Using this thesis as a caliper to measure the 2005-2006 Term, one can get closer to what the “Roberts Court” is — and what it is becoming.

Take, as a beginning example, the one ruling in the Term that stands above all others in national importance: the war-on-terrorism case, Hamdan v. Rumsfeld, decided on the final day of the Term. For all of its boldness in confronting President Bush and his notions of the “unitary Presidency,” the Hamdan decision decidedly splits the difference — in result, in reasoning, and in staying between “polar positions.” The Court did not reject the President’s “inherent authority” argument, but skipped over it; it avoided confrontation with Congress over its power to curb courts’ jurisdiction; it relied on Congress’ authority in military justice as controlling; and it eschewed international law and relied instead on domestic statutory command.

There is another war-on-terrorism result that often gets overlooked, because it did not involve a final decision: the Court’s decision in April not to hear the challenge by a U.S. citizen, Jose Padilla, to his detention and longterm confinement as an “enemy combatant.” But in declining to hear the case, the Court split the difference between embracing presidential power and having the courts used by an Executive willing to shift its handling of terrorism suspects when it was about to lose ground in the courts.

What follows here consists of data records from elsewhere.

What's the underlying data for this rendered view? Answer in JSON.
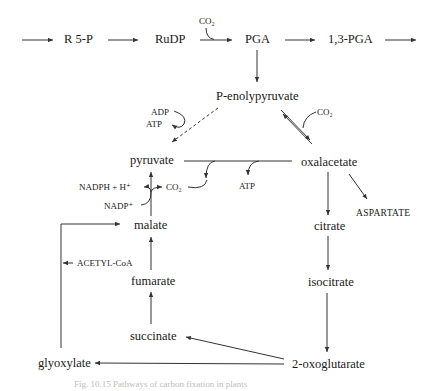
{
  "figure": {
    "top_row": {
      "r5p": "R 5-P",
      "rudp": "RuDP",
      "co2_in": "CO₂",
      "pga": "PGA",
      "pga13": "1,3-PGA"
    },
    "metabolites": {
      "pep": "P-enolypyruvate",
      "pyruvate": "pyruvate",
      "oxalacetate": "oxalacetate",
      "malate": "malate",
      "citrate": "citrate",
      "isocitrate": "isocitrate",
      "fumarate": "fumarate",
      "succinate": "succinate",
      "glyoxylate": "glyoxylate",
      "oxoglutarate": "2-oxoglutarate",
      "aspartate": "ASPARTATE"
    },
    "cofactors": {
      "adp": "ADP",
      "atp_pep": "ATP",
      "co2_pep": "CO₂",
      "atp_pyr": "ATP",
      "nadph": "NADPH + H⁺",
      "co2_malic": "CO₂",
      "nadp": "NADP⁺",
      "acetylcoa": "ACETYL-CoA"
    },
    "caption": "Fig. 10.15 Pathways of carbon fixation in plants"
  }
}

Consider another, very important decision: in the Texas congressional redistricting case. The Court left open the theory that partisan gerrymandering may go too far but did not encourage further debate about it, it paid tribute to legislative supremacy in this field to displace judicial result, and it made modest use of judicial authority to protect minority voters.

In three high-profile cases on criminal law, the Wilkinson perception holds: Hudson v. Michigan, on the use of evidence gathered after a violation of the police “knock-and-announce” rule, Georgia v. Randolph, on the scope of consent to a police search; and House v. Bell, on the treatment of evidence that may show a convicted individual was innocent of the crime. In each, the Court resisted the extremes that were asserted by some of the Justices, and kept the outcome somewhere near the middle of judicial theory and practical outcome.

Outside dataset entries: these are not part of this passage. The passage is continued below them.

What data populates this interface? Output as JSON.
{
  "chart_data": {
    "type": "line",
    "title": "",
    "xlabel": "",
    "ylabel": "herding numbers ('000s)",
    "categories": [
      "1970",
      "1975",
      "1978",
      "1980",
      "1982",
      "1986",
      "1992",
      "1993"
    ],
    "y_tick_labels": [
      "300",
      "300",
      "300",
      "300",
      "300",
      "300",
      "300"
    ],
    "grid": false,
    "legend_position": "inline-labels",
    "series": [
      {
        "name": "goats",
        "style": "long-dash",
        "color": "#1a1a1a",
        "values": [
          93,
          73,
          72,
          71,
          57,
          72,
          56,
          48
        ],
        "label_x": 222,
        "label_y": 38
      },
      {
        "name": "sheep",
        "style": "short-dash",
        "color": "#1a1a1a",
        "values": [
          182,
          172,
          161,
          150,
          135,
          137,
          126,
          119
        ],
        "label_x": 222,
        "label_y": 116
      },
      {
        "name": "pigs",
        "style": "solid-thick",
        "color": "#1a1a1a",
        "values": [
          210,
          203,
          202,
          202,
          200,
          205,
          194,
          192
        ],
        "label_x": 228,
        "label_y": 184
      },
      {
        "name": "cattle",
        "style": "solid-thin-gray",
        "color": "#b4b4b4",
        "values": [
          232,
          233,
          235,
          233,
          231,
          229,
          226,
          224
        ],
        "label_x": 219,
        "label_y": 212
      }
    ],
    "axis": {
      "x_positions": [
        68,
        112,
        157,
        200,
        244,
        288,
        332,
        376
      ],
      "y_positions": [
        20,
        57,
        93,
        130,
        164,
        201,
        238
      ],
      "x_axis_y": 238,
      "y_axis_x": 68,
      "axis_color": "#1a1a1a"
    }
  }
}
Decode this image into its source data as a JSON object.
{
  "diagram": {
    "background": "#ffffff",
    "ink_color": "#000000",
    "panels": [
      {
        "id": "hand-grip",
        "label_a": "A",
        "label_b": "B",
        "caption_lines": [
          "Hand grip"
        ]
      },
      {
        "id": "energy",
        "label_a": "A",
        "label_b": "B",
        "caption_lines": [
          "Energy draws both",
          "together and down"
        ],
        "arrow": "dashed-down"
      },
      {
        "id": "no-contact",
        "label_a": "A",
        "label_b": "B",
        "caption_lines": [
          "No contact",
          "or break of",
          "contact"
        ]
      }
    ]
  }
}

The pattern is the same in the Vermont campaigm finance cases, in the major ruling on the Clean Water Act (Rapanos v. United States), and in the surprisingly narrow ruling on abortion rights in Ayotte v. Planned Parenthood.

Of course, in several of those actions, one can readily see the key role of Justice Kennedy — writing for a shifting majority, or being the object of conspicuous effort to hold or attract his vote. But the complexity of the decisions suggests a dynamic of difference-splitting involving a number of Justices, with a clear — and differing — majority working to avoid extremes.

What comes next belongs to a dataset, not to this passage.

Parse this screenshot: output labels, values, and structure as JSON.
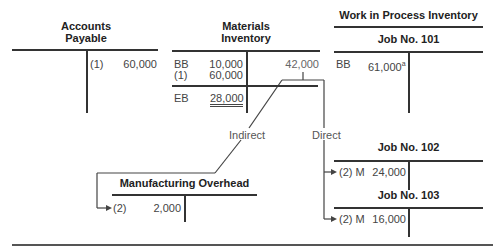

If splitting-the-difference is the dominant judicial ethic in this Court, it may be the result more often of necessity than of choice. When there are such pronounced differences in judicial philosophy within the Court, as there clearly are, “massing the Court” for an outcome necessarily involves reaching for something that approximates the middle.

This puts a premium on a Justice or Justices who might be capable of submerging otherwise-strong personal philosophy in the search for common ground, or perhaps the least common denominator. Kennedy, of course, is demonstrably capable of that, but so is Justice John Paul Stevens and Justice Stephen G. Breyer, and, now and then, Justices Ruth Bader Ginsburg and David H. Souter. There are signs that Chief Justice John G. Roberts, Jr., may be inclined in that direction, too.

What might emerge, then, is an array on this Court of looser coalitions — Stevens, Ginsburg and Souter on the more liberal end but not immovably so, Kennedy, Breyer and the Chief Justice forming something of a pragmatic middle, new Justice Samuel A. Alito, Jr., drawn to the conservative side but not totally ready to line up with the two predictable occupants of that bloc, Justices Antonin Scalia and Clarence Thomas.

That would be a less predictable Court. But, perhaps, not a Court very much different from the one that sat in the concluding years of the Rehnquist era, as portrayed by Judge Wilkinson.